We’ve been over this over and over again about how when Marisnick turned inside the baseline on his way home, he was trying to avoid a collision, but that simultaneously, the catcher decided to occupy the same space, causing the dreadful but unavoidable collision. Jake did not intend to hurt Jonathan Lucroy, as regrettable as the collision was.
But we do not need to argue whether Jake intended to make the collision, as quick as many people were to pass judgement on Marisnick. In his statement today handing down the suspension verdict, MLB chief baseball officer Joe Torre admitted there was no intent, saying: “While I do not believe that Jake intended to injure Jonathon, the contact he initiated in his attempt to score violated Official Baseball Rule 6.01(i), which is designed to protect catchers from precisely this type of collsion.”
When the umpires ruled Marisnick out, they fulfilled the requirements of the rule. To increase the punishment to the level of suspension requires a finding that the collision was intentional, that there was some kind of malice involved. And yet baseball has admitted that this was not the case.
So why the suspension? Simple, The criticism baseball would receive for not suspending Marisnick would be much louder and vociferous than the criticism they will receive for not suspending him. Pure politics, or perhaps a public relations calculation if you prefer. After all, it was a terrible collision, someone has to go down, right? But such a decision is a failure of courage, an inability to withstand criticism for doing the right thing.
It is tempting to call this mob justice. But I want to maintain proper perspective. Many are the victims of politically motivated injustice who have spent years, or even their entire lives, incarcerated for crimes they did not commit, in many cases because prosecutors, judges and juries did not want to face the political consequences of doing the right thing.

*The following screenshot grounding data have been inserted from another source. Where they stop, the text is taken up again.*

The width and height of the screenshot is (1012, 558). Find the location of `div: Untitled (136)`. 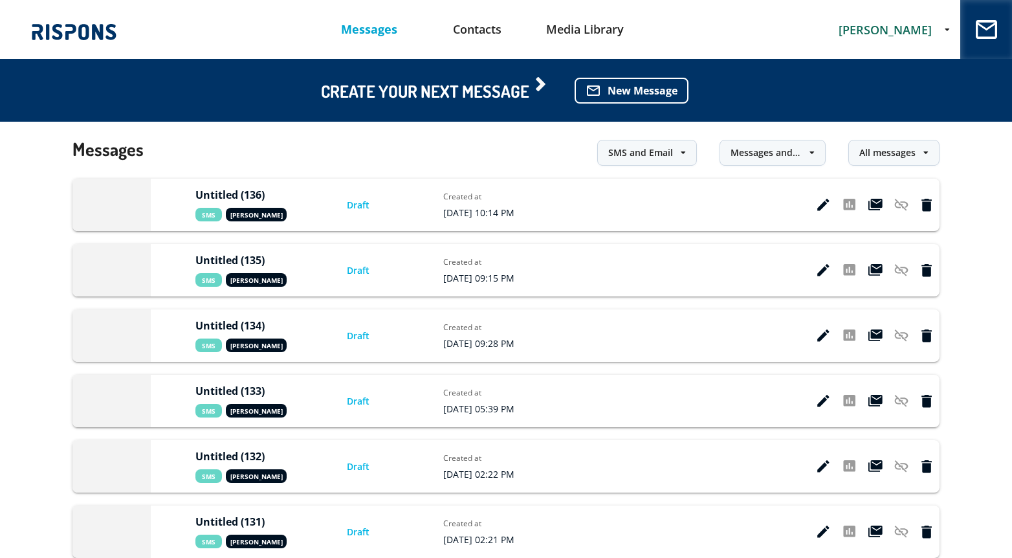

div: Untitled (136) is located at coordinates (249, 195).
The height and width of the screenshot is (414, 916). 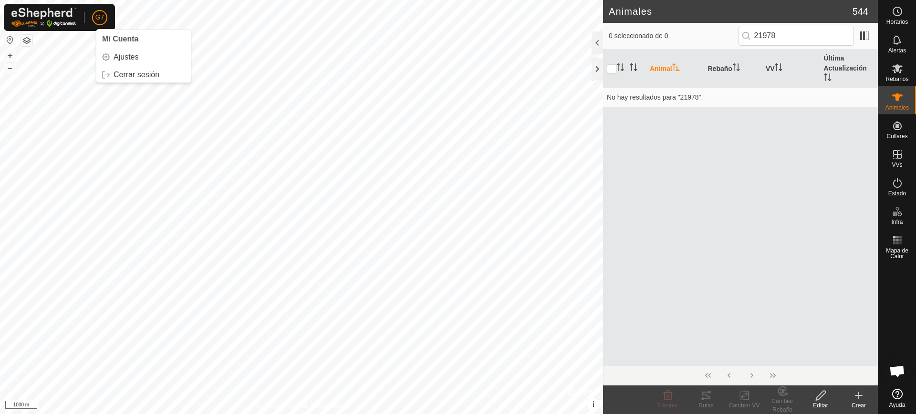 What do you see at coordinates (733, 69) in the screenshot?
I see `th: Rebaño` at bounding box center [733, 69].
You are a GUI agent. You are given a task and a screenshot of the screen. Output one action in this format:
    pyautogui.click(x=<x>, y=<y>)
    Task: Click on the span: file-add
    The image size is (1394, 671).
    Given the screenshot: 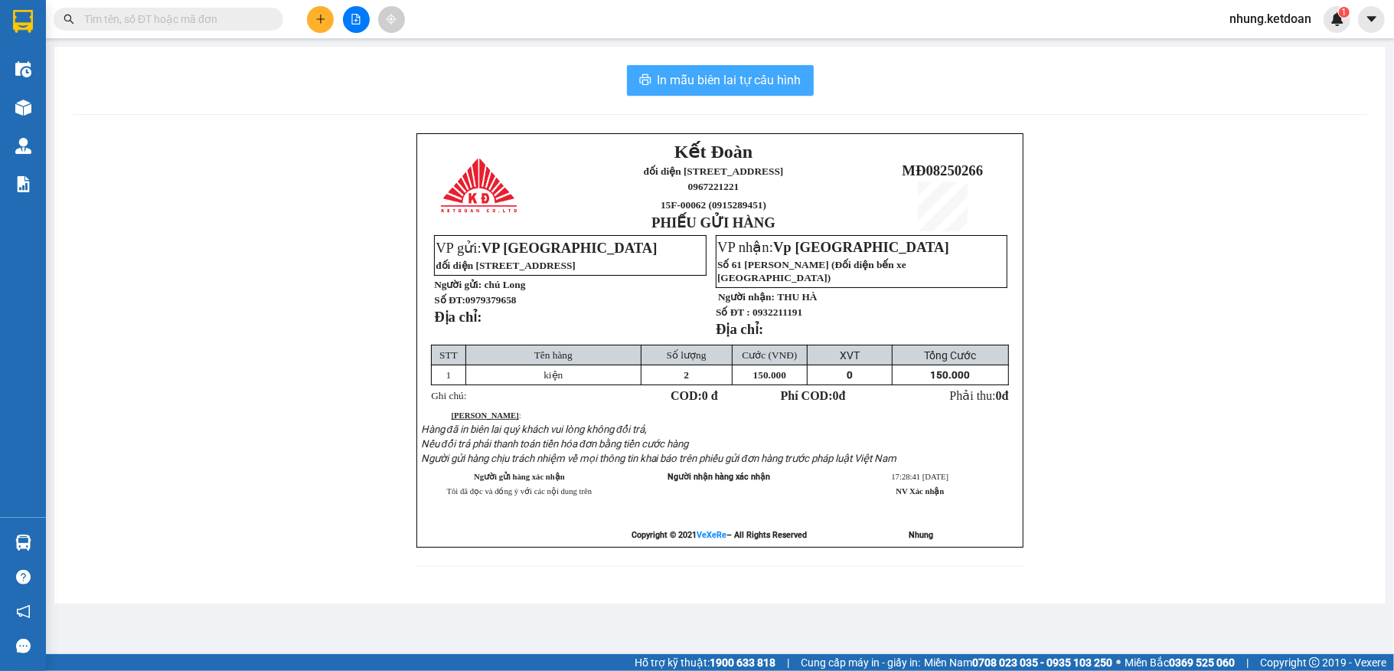 What is the action you would take?
    pyautogui.click(x=356, y=19)
    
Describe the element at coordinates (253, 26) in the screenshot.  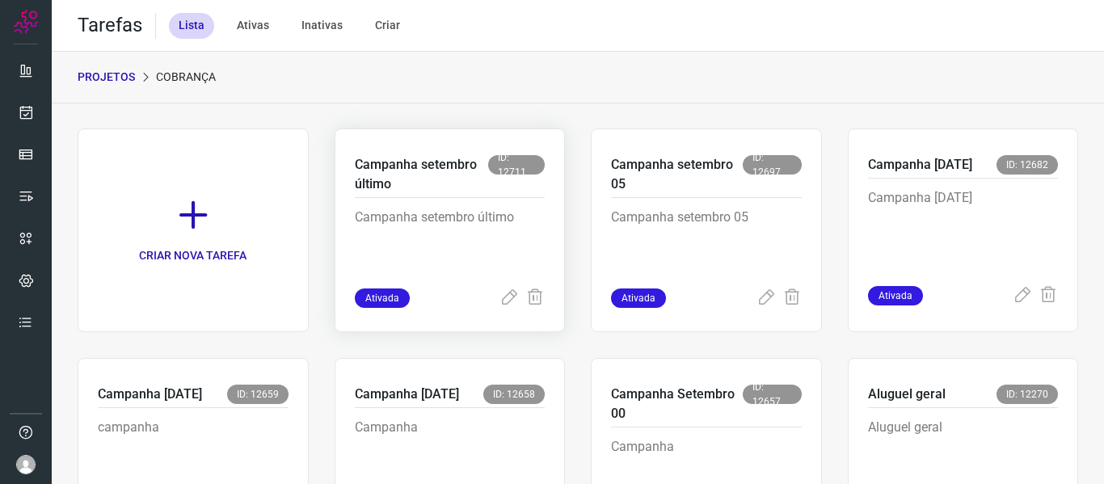
I see `div: Ativas` at that location.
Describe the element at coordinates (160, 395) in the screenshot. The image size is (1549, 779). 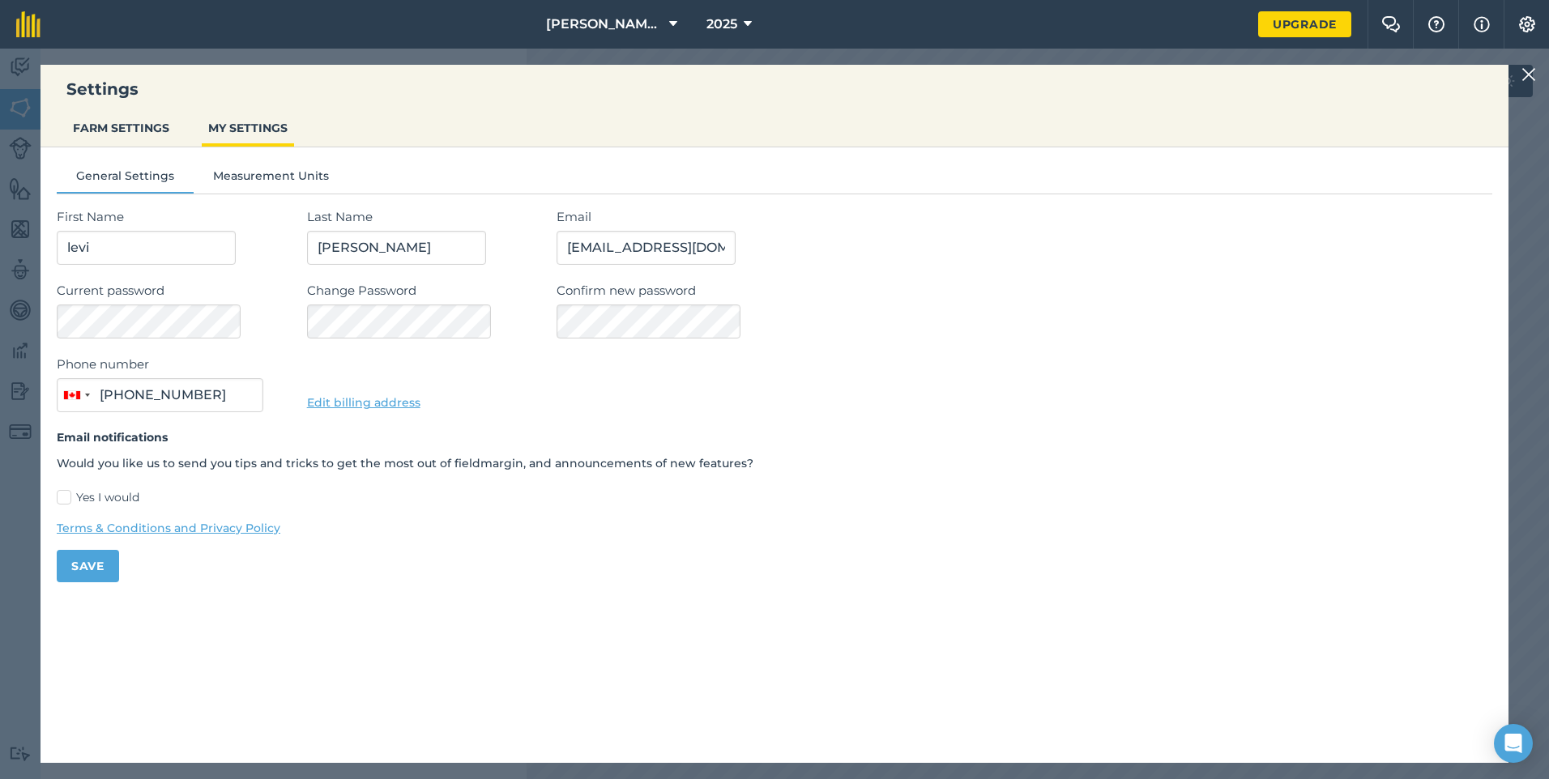
I see `input: (506) 234-5678` at that location.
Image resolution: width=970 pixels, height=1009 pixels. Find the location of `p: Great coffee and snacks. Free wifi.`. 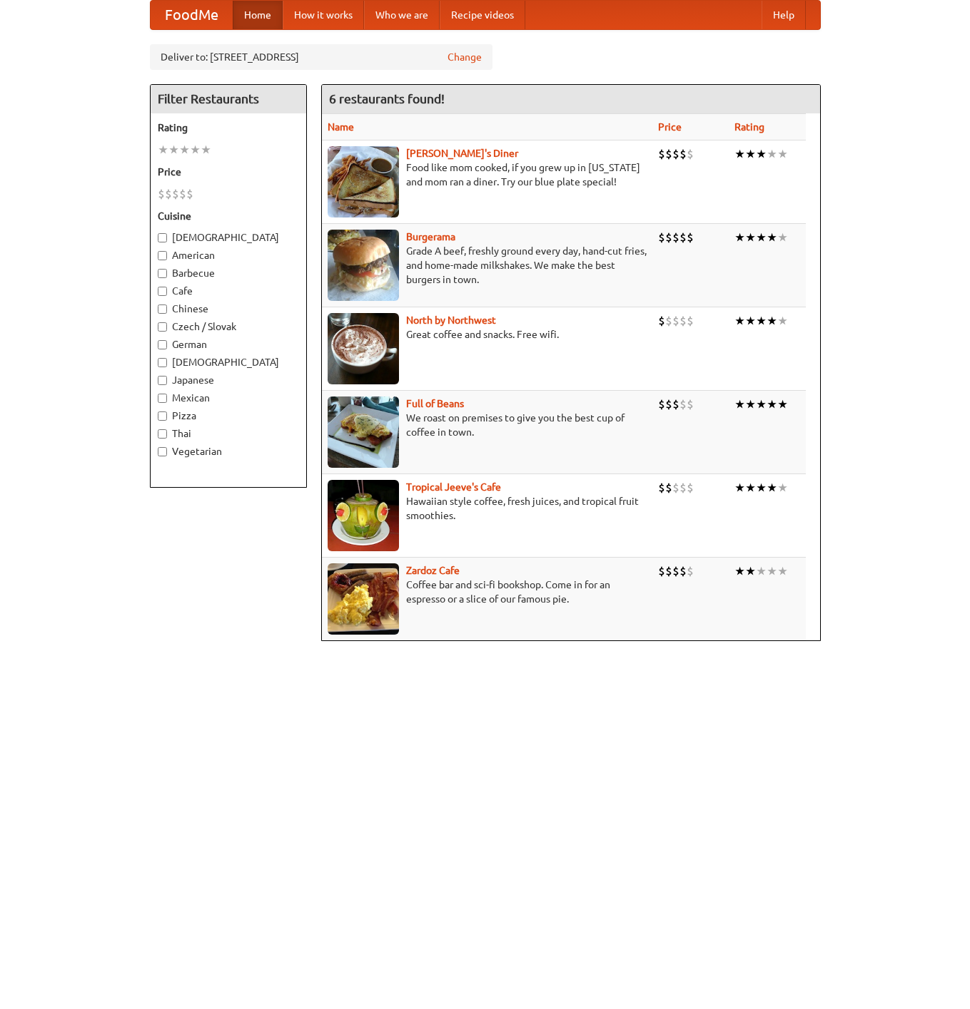

p: Great coffee and snacks. Free wifi. is located at coordinates (487, 335).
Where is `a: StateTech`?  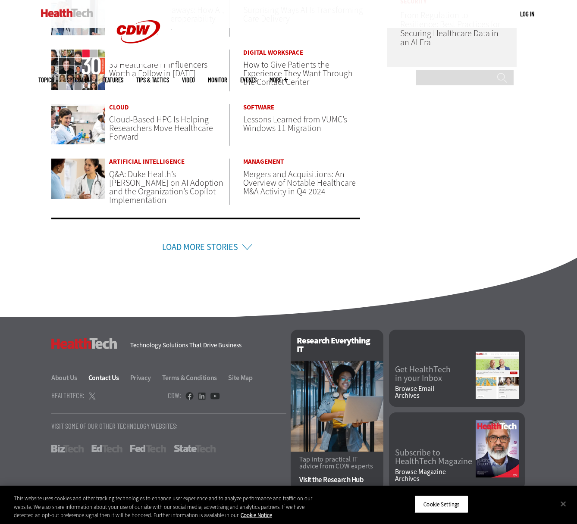
a: StateTech is located at coordinates (194, 449).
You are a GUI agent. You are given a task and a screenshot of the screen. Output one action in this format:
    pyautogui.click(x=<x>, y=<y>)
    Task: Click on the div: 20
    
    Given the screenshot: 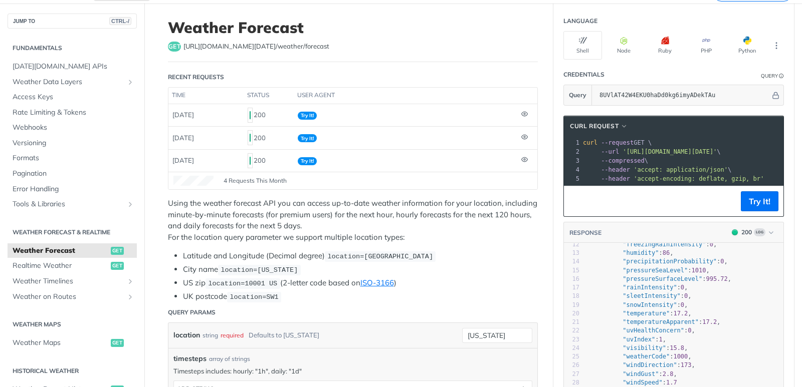 What is the action you would take?
    pyautogui.click(x=571, y=314)
    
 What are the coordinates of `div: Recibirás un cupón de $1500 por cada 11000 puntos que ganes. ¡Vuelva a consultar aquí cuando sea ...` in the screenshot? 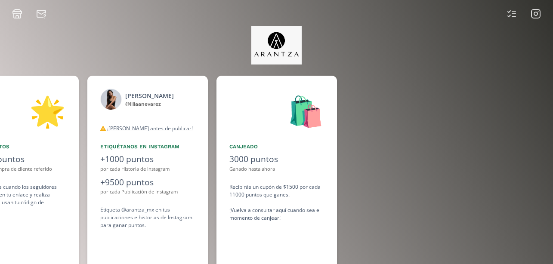 It's located at (277, 203).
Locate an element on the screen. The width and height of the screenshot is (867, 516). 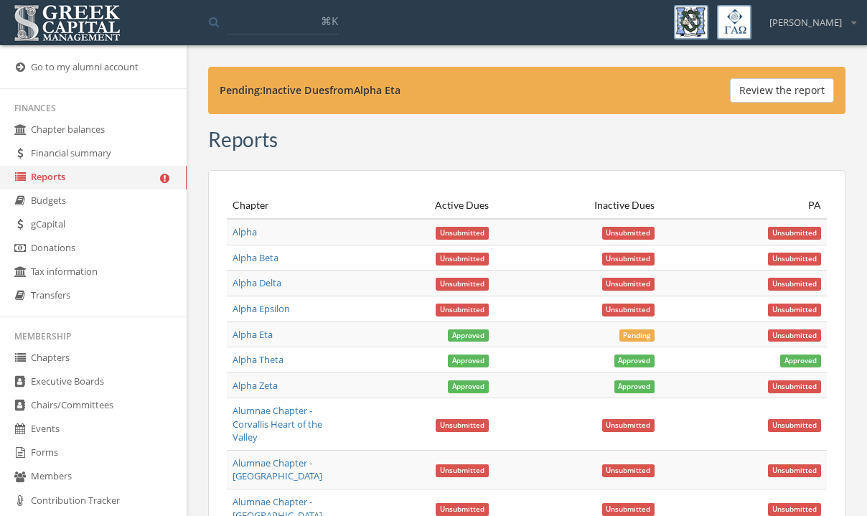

Jake missing two baseball games and maybe some money cannot be compared to those kinds of miscarriages of justice. Not in degree anyway, but in kind, in principle, it is not much different. Jake is being punished, not because he deserves to be, but because loud people hypocritically posing as moral guardians want everyone to see how righteous they are, and baseball, like many other institutions in our society, is afraid of them.
Punishing Jake will not prevent unintentional collisions. But it makes some people feel good.